As hot a trend as suppliers believe software-defined wide area networks (SD-WANs) might be, there is a recurring question about the impact of new SD-WAN deployments on existing business data networks such as MPLS.
Some argue SD-WAN will have most impact in the smaller business or remote enterprise location segment of the market, in terms of new account growth, in large part because SD-WAN might enable deployment at lower cost.
Others might argue SD-WAN also might limit the growth of new MPLS deployments, as SD-WAN will allow aggregation of location bandwidth (internet and MPLS). So, in some cases, additional capacity requirements could be met by adding SD-WAN, not additional MPLS resources. In that view, SD-WAN will have the primary impact of limiting additional MPLS growth.
Perhaps some will argue that SD-WAN can replace MPLS. As with most new technology trends, all three developments will happen, simultaneously. Longer term, the issue is less clear.
Many important new technologies develop first as lower-functionality alternatives to existing high functionality platforms. Over a period of time, those new alternatives begin to move in the direction of higher quality and more features, until, eventually, they become full substitutes for legacy products.
That is not a certainty for SD-WAN, but it is unwise to ignore human cleverness and platform evolution. Still, most would acknowledge, as a sheer matter of physics, that SD-WAN cannot control core network quality of service, whatever it is able to do at the edge of the core network.
The issue is how many use cases that will be good enough to support.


## Exercise requirements
Once you find the line with "The width and height of the screenshot is (1256, 651)." in the data that follows, repeat it and every line after it exactly, through the line with "What do you see at coordinates (652, 286)".

### Source data ###

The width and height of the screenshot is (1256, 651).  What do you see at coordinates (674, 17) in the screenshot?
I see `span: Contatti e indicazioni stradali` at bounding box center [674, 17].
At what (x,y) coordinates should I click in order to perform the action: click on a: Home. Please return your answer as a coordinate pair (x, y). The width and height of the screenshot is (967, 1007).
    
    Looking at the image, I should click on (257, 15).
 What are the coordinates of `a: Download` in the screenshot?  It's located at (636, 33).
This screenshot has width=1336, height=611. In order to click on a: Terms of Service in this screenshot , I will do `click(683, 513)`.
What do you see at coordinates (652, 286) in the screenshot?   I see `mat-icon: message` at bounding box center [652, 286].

###
### Source data ###

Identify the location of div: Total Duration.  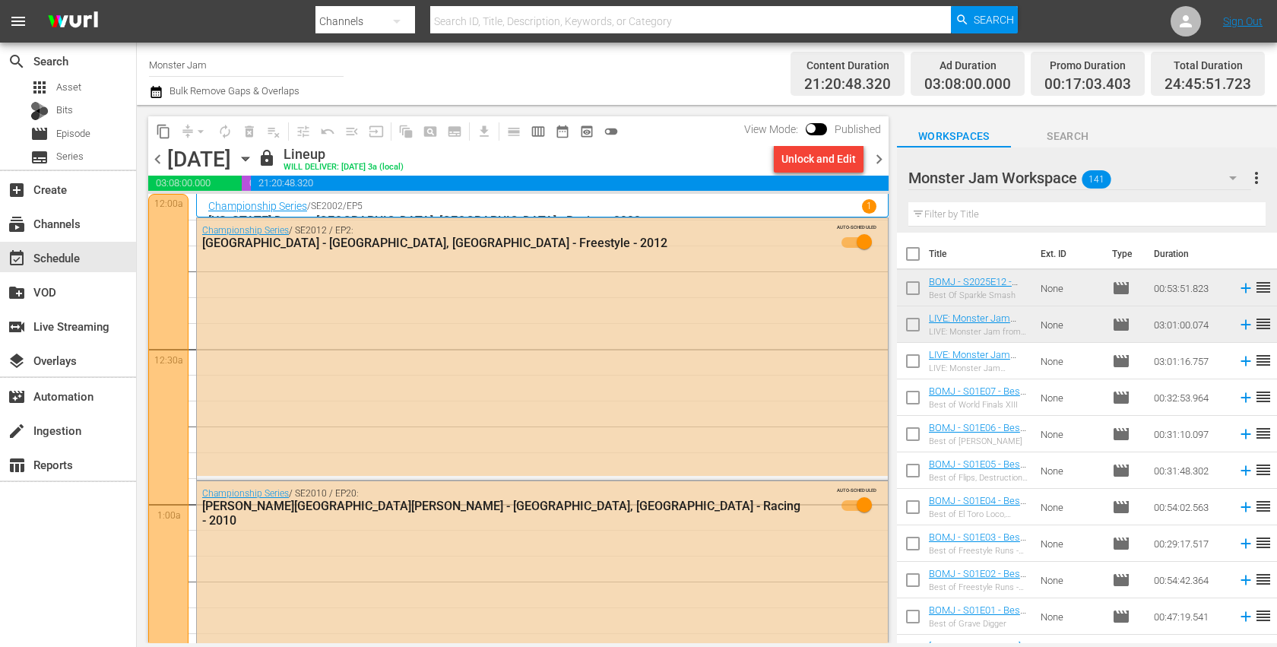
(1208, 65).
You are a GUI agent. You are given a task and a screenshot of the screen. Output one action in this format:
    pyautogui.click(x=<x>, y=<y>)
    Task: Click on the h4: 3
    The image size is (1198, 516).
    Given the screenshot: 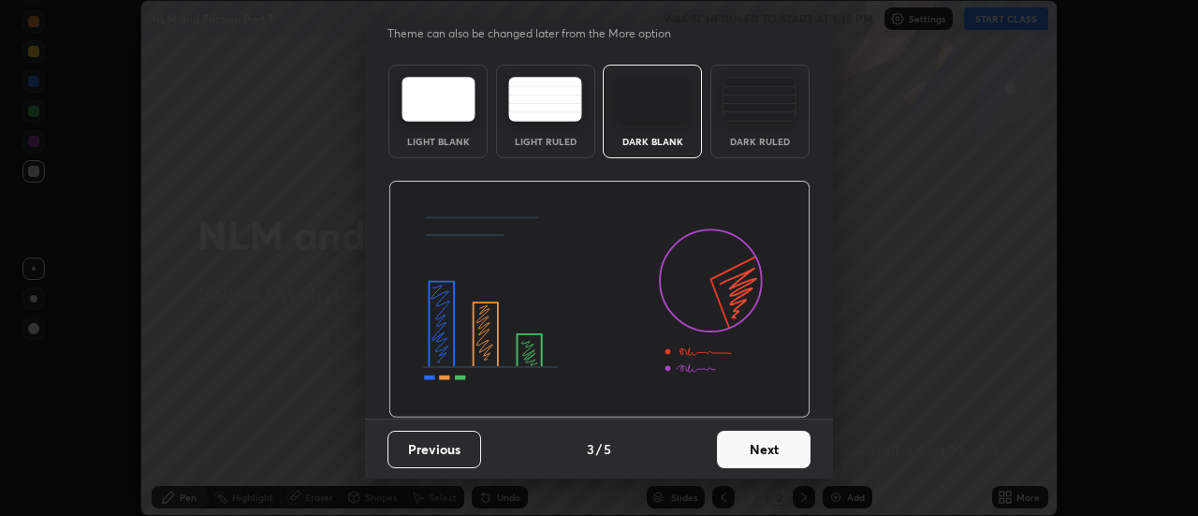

###
### Source data ###

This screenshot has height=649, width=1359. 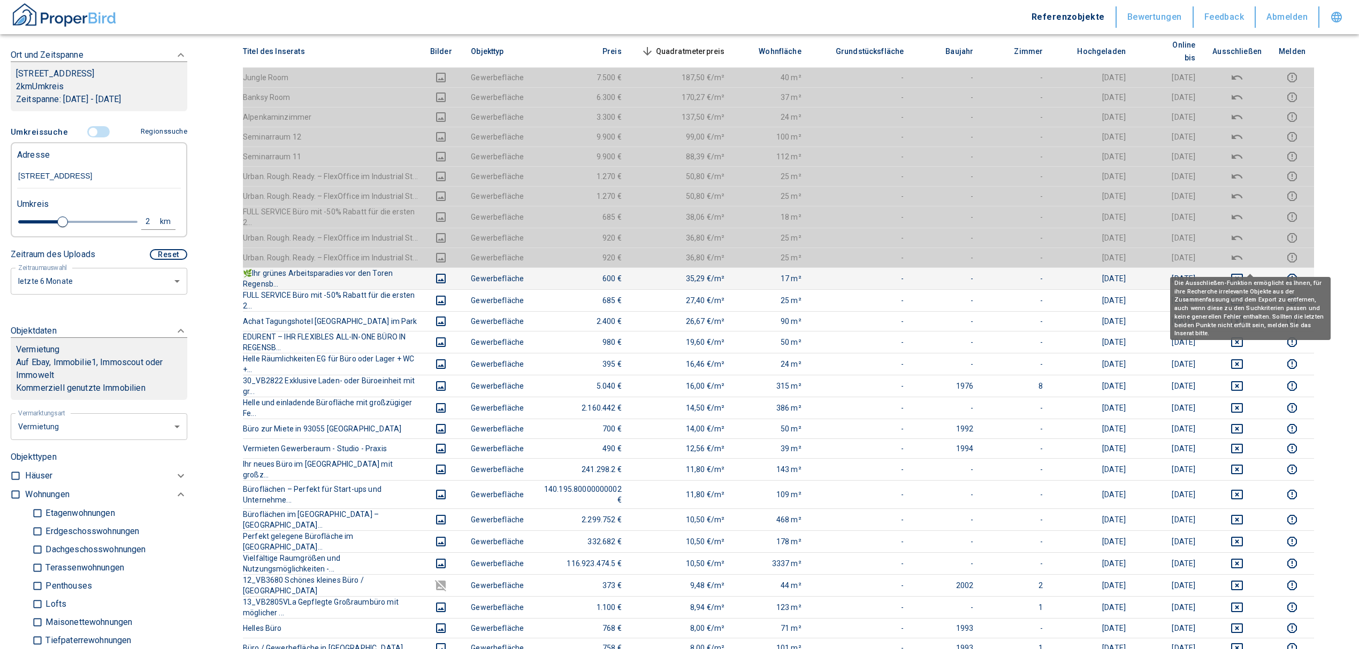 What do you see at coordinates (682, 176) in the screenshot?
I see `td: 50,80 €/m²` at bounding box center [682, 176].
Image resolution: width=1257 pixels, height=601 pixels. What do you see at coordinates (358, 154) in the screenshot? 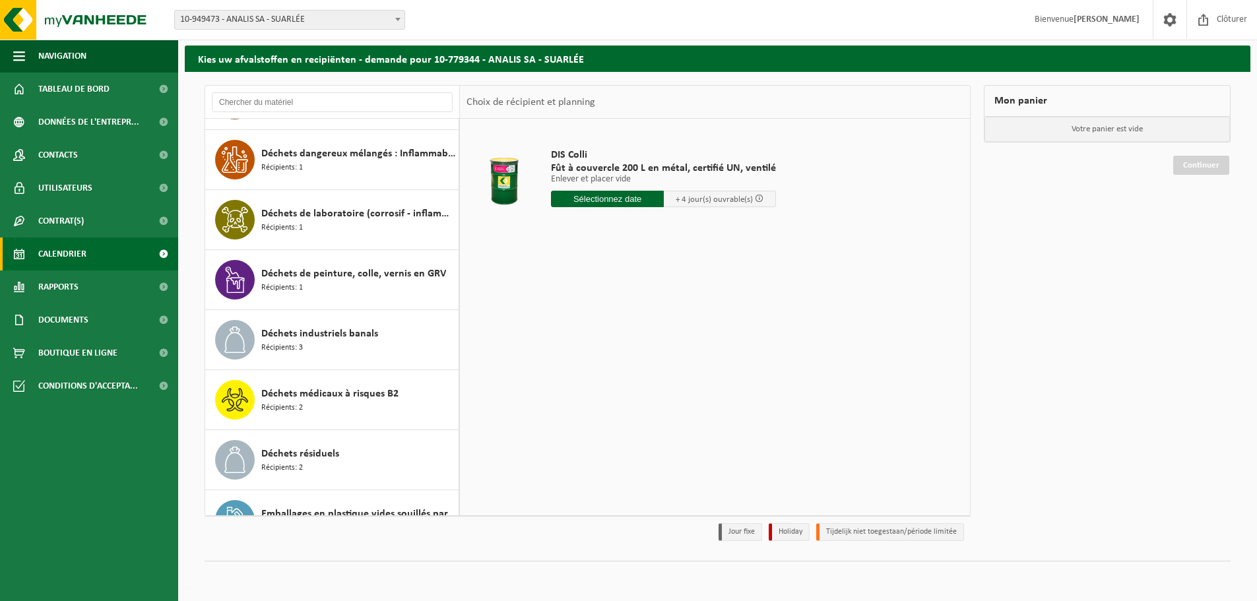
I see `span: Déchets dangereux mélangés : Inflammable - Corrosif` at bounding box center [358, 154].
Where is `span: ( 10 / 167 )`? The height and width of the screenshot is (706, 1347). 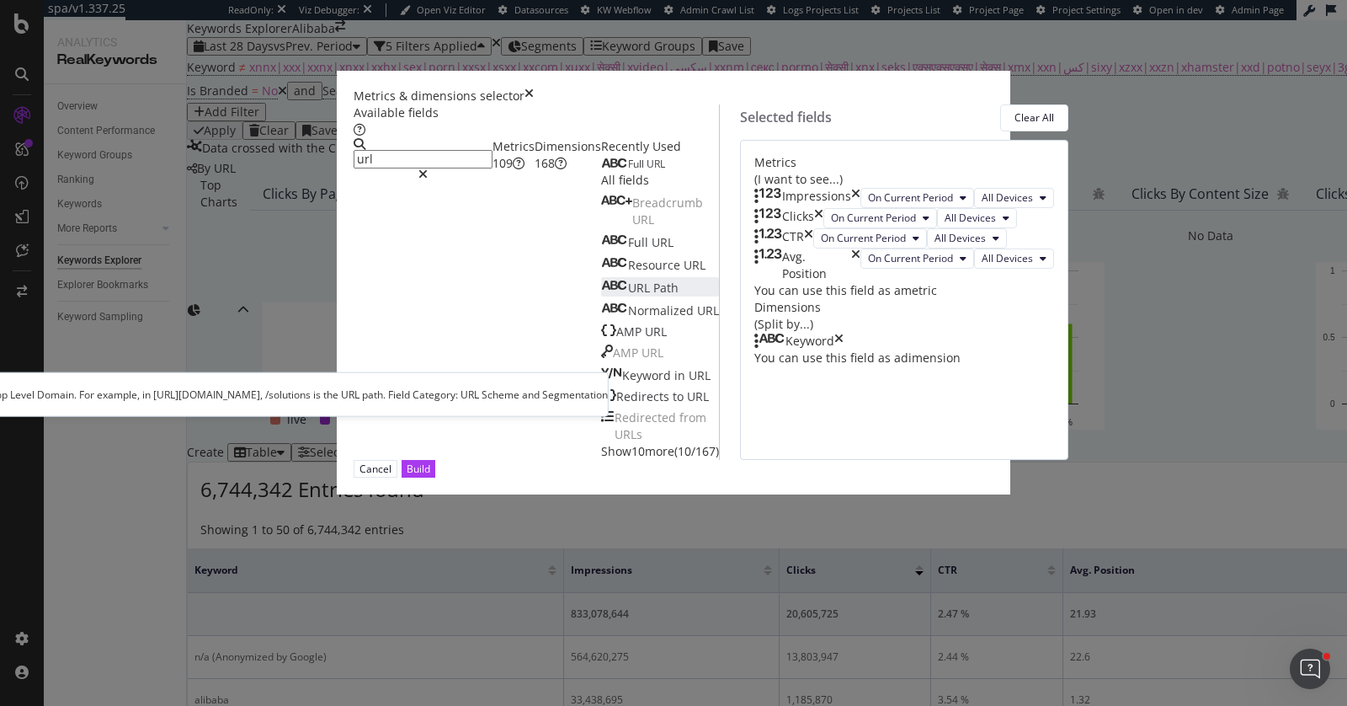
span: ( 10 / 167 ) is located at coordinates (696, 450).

###

## Result for this task
The width and height of the screenshot is (1256, 651).  What do you see at coordinates (674, 17) in the screenshot?
I see `span: Contatti e indicazioni stradali` at bounding box center [674, 17].
At what (x,y) coordinates should I click in order to perform the action: click on a: Home. Please return your answer as a coordinate pair (x, y). The width and height of the screenshot is (967, 1007).
    
    Looking at the image, I should click on (257, 15).
 What are the coordinates of `a: Download` in the screenshot?  It's located at (636, 33).
This screenshot has width=1336, height=611. In order to click on a: Terms of Service in this screenshot , I will do `click(683, 513)`.
What do you see at coordinates (652, 286) in the screenshot?   I see `mat-icon: message` at bounding box center [652, 286].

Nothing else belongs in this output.